The depression slump that swallows you whole. The kind that makes you doubt your abilities to look after yourself in a way some might call the bare minimum. It is a grave dug out for you, all the while everyone around you keeps repeating that you were the one who willingly clawed your way into the dirt six feet under.
I wish I could count all the times I have been told I’m the one responsible for my own misery, but I’ve always been bad with numbers. People who have the fortune of not being in my shoes have always had the strongest opinions on whether I’m the one to blame or not, to the point that it has almost started to amuse me as years have gone on. Why is it that people feel the strongest about things that have nothing to do with themselves or their experiences? It’s fascinating.
Depression continues to be the illness that affects my ability to cope with everyday tasks the most. It’s the condition my medical team is constantly keeping tabs on, and for a good reason. Because my depression is deep, a slumber of sorts, a deep hole I slip into without noticing it myself at all. Depression turns my suicidal fantasies into concrete plans and written out letters for my loved ones when they find me. I’m on strong antidepressants with very high doses, but they haven’t been helping me in the way they’re supposed to for quite some time now. Getting out of bed is still a struggle, no matter how many tablets and capsules I down my throat with my trusted energy drinks and coffee.

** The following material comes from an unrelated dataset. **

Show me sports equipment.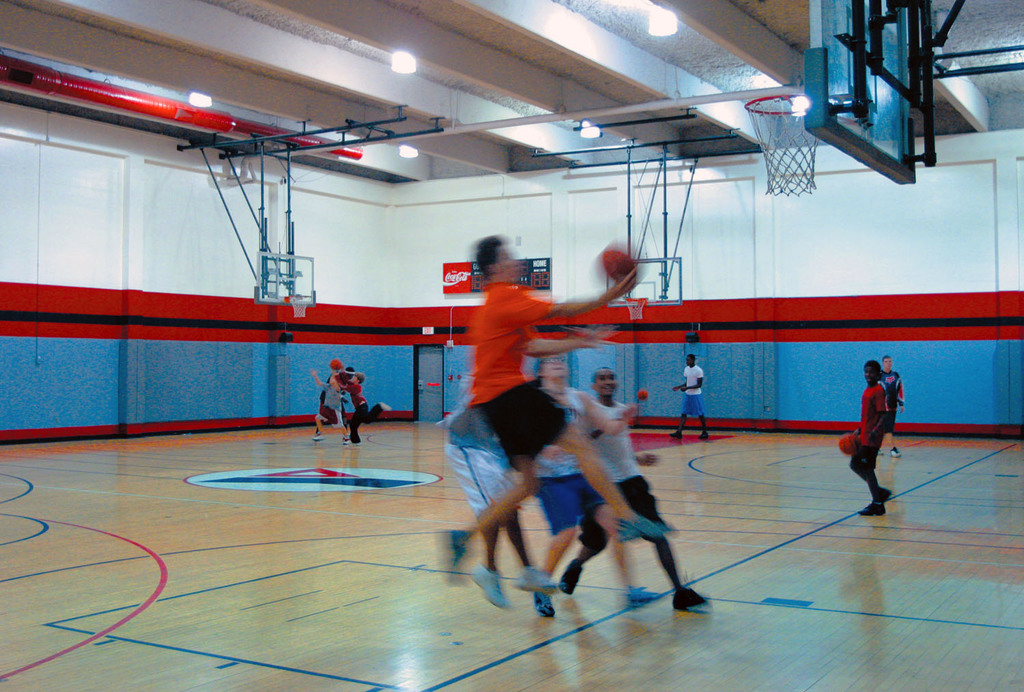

I have done everything I’m able to make things better for myself. Every time things get completely out of control, I’m voluntarily entering the hospital grounds once more. I ask for different medication, for bigger doses. I keep track of the three necessities – sleep, eating, exercise – to make sure no one has reason to blame me. But still, they always find a way around it.
They throw you a rope to haul yourself out of the hole, but every time you reach out for it, they pull the rope an inch away from you, not too much to completely destroy your self-confidence but just enough to make you despair under the pressure of public performance and scrutiny. It’s an endless loop, one made that much worse by their screaming voices telling you you’re not trying hard enough, when you don’t have anything left to give out of.
I have been beat up so many times, both when I’ve been trying to make it and when I’ve just wanted to give up on everything, that I do not really know how or why people can still expect me to perform for them. Human beings all have a level of tolerance; for pain, for bullshit, for failure. When your life has been filled with struggles and hardships, how are you supposed to keep your head held up high? Sure, there are people who are capable of that, absolutely. But those outliers don’t define the rest.
Some might argue depression is a rational reaction to trauma, abuse, discrimination, oppression, financial struggles, and other life hardships. I’m not one to say anything definite on that matter, but what I do agree with is the notion that no human is meant to deal with constant struggles and then make it out of them not phased at all. It is an unrealistic expectation and standard that has been placed upon us. We need to give ourselves and fellow human beings on this planet more grace and understanding. But pushing those struggling even deeper into the holes of depression by making them feel guilty is not the way to go.
Let me extend my hand out to you, instead.